▶ [The task]: Below are some lines of data. Return all of them as they are.

Items from a data source
============

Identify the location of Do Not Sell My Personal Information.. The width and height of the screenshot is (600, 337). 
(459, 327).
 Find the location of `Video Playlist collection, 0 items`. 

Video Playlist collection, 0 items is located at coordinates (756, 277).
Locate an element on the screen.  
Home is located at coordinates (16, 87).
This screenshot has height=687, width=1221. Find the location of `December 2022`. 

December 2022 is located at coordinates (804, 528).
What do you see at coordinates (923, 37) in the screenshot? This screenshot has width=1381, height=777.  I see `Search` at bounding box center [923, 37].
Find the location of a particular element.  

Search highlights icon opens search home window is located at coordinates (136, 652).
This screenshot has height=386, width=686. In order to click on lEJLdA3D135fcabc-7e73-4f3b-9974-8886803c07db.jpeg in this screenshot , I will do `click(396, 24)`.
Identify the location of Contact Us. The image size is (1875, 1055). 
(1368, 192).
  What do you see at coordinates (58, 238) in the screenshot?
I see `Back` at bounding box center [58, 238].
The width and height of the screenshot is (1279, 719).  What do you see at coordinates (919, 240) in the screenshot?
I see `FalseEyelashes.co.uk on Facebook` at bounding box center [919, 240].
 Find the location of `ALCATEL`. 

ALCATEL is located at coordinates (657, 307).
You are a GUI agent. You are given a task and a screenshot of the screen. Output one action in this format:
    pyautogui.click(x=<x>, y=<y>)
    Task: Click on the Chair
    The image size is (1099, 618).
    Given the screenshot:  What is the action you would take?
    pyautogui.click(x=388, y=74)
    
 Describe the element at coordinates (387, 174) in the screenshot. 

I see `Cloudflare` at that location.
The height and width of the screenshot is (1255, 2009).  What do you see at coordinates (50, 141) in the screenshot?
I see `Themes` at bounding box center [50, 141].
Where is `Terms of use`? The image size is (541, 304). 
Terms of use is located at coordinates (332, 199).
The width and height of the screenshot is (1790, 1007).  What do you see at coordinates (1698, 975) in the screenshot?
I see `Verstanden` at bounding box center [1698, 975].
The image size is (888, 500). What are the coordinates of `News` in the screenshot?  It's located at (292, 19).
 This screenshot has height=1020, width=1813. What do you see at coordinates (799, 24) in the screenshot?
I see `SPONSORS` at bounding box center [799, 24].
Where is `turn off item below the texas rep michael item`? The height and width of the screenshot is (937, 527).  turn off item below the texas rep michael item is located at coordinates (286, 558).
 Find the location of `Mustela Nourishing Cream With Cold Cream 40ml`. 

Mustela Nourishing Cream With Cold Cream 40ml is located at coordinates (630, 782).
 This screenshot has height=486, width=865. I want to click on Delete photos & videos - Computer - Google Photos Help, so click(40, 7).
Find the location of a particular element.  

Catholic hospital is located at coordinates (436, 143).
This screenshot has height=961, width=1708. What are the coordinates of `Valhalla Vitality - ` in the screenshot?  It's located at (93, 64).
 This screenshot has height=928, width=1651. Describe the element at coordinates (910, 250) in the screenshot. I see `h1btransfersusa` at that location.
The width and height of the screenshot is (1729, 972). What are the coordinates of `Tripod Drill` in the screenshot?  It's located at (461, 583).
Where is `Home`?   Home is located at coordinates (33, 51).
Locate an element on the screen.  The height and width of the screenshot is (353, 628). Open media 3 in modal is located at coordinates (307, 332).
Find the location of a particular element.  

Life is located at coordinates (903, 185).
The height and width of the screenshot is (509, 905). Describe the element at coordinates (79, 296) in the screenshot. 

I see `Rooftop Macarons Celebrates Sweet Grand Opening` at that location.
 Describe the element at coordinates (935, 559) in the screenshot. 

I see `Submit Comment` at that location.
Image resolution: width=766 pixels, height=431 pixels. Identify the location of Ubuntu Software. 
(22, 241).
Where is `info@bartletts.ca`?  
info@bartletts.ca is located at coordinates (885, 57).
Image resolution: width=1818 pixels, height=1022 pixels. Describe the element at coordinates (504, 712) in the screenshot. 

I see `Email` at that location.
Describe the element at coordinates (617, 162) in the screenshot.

============

▶ [Worked solution]:
Identify the location of Do Not Sell My Personal Information.. The width and height of the screenshot is (600, 337). 
(459, 327).
 Find the location of `Video Playlist collection, 0 items`. 

Video Playlist collection, 0 items is located at coordinates (756, 277).
Locate an element on the screen.  
Home is located at coordinates (16, 87).
This screenshot has height=687, width=1221. Find the location of `December 2022`. 

December 2022 is located at coordinates (804, 528).
What do you see at coordinates (923, 37) in the screenshot? This screenshot has width=1381, height=777.  I see `Search` at bounding box center [923, 37].
Find the location of a particular element.  

Search highlights icon opens search home window is located at coordinates (136, 652).
This screenshot has height=386, width=686. In order to click on lEJLdA3D135fcabc-7e73-4f3b-9974-8886803c07db.jpeg in this screenshot , I will do `click(396, 24)`.
Identify the location of Contact Us. The image size is (1875, 1055). 
(1368, 192).
  What do you see at coordinates (58, 238) in the screenshot?
I see `Back` at bounding box center [58, 238].
The width and height of the screenshot is (1279, 719).  What do you see at coordinates (919, 240) in the screenshot?
I see `FalseEyelashes.co.uk on Facebook` at bounding box center [919, 240].
 Find the location of `ALCATEL`. 

ALCATEL is located at coordinates (657, 307).
You are a GUI agent. You are given a task and a screenshot of the screen. Output one action in this format:
    pyautogui.click(x=<x>, y=<y>)
    Task: Click on the Chair
    The image size is (1099, 618).
    Given the screenshot:  What is the action you would take?
    pyautogui.click(x=388, y=74)
    
 Describe the element at coordinates (387, 174) in the screenshot. 

I see `Cloudflare` at that location.
The height and width of the screenshot is (1255, 2009).  What do you see at coordinates (50, 141) in the screenshot?
I see `Themes` at bounding box center [50, 141].
Where is `Terms of use`? The image size is (541, 304). 
Terms of use is located at coordinates (332, 199).
The width and height of the screenshot is (1790, 1007).  What do you see at coordinates (1698, 975) in the screenshot?
I see `Verstanden` at bounding box center [1698, 975].
The image size is (888, 500). What are the coordinates of `News` in the screenshot?  It's located at (292, 19).
 This screenshot has height=1020, width=1813. What do you see at coordinates (799, 24) in the screenshot?
I see `SPONSORS` at bounding box center [799, 24].
Where is `turn off item below the texas rep michael item`? The height and width of the screenshot is (937, 527).  turn off item below the texas rep michael item is located at coordinates (286, 558).
 Find the location of `Mustela Nourishing Cream With Cold Cream 40ml`. 

Mustela Nourishing Cream With Cold Cream 40ml is located at coordinates (630, 782).
 This screenshot has height=486, width=865. I want to click on Delete photos & videos - Computer - Google Photos Help, so click(40, 7).
Find the location of a particular element.  

Catholic hospital is located at coordinates (436, 143).
This screenshot has height=961, width=1708. What are the coordinates of `Valhalla Vitality - ` in the screenshot?  It's located at (93, 64).
 This screenshot has height=928, width=1651. Describe the element at coordinates (910, 250) in the screenshot. I see `h1btransfersusa` at that location.
The width and height of the screenshot is (1729, 972). What are the coordinates of `Tripod Drill` in the screenshot?  It's located at (461, 583).
Where is `Home`?   Home is located at coordinates (33, 51).
Locate an element on the screen.  The height and width of the screenshot is (353, 628). Open media 3 in modal is located at coordinates (307, 332).
Find the location of a particular element.  

Life is located at coordinates (903, 185).
The height and width of the screenshot is (509, 905). Describe the element at coordinates (79, 296) in the screenshot. 

I see `Rooftop Macarons Celebrates Sweet Grand Opening` at that location.
 Describe the element at coordinates (935, 559) in the screenshot. 

I see `Submit Comment` at that location.
Image resolution: width=766 pixels, height=431 pixels. Identify the location of Ubuntu Software. 
(22, 241).
Where is `info@bartletts.ca`?  
info@bartletts.ca is located at coordinates (885, 57).
Image resolution: width=1818 pixels, height=1022 pixels. Describe the element at coordinates (504, 712) in the screenshot. 

I see `Email` at that location.
Describe the element at coordinates (617, 162) in the screenshot.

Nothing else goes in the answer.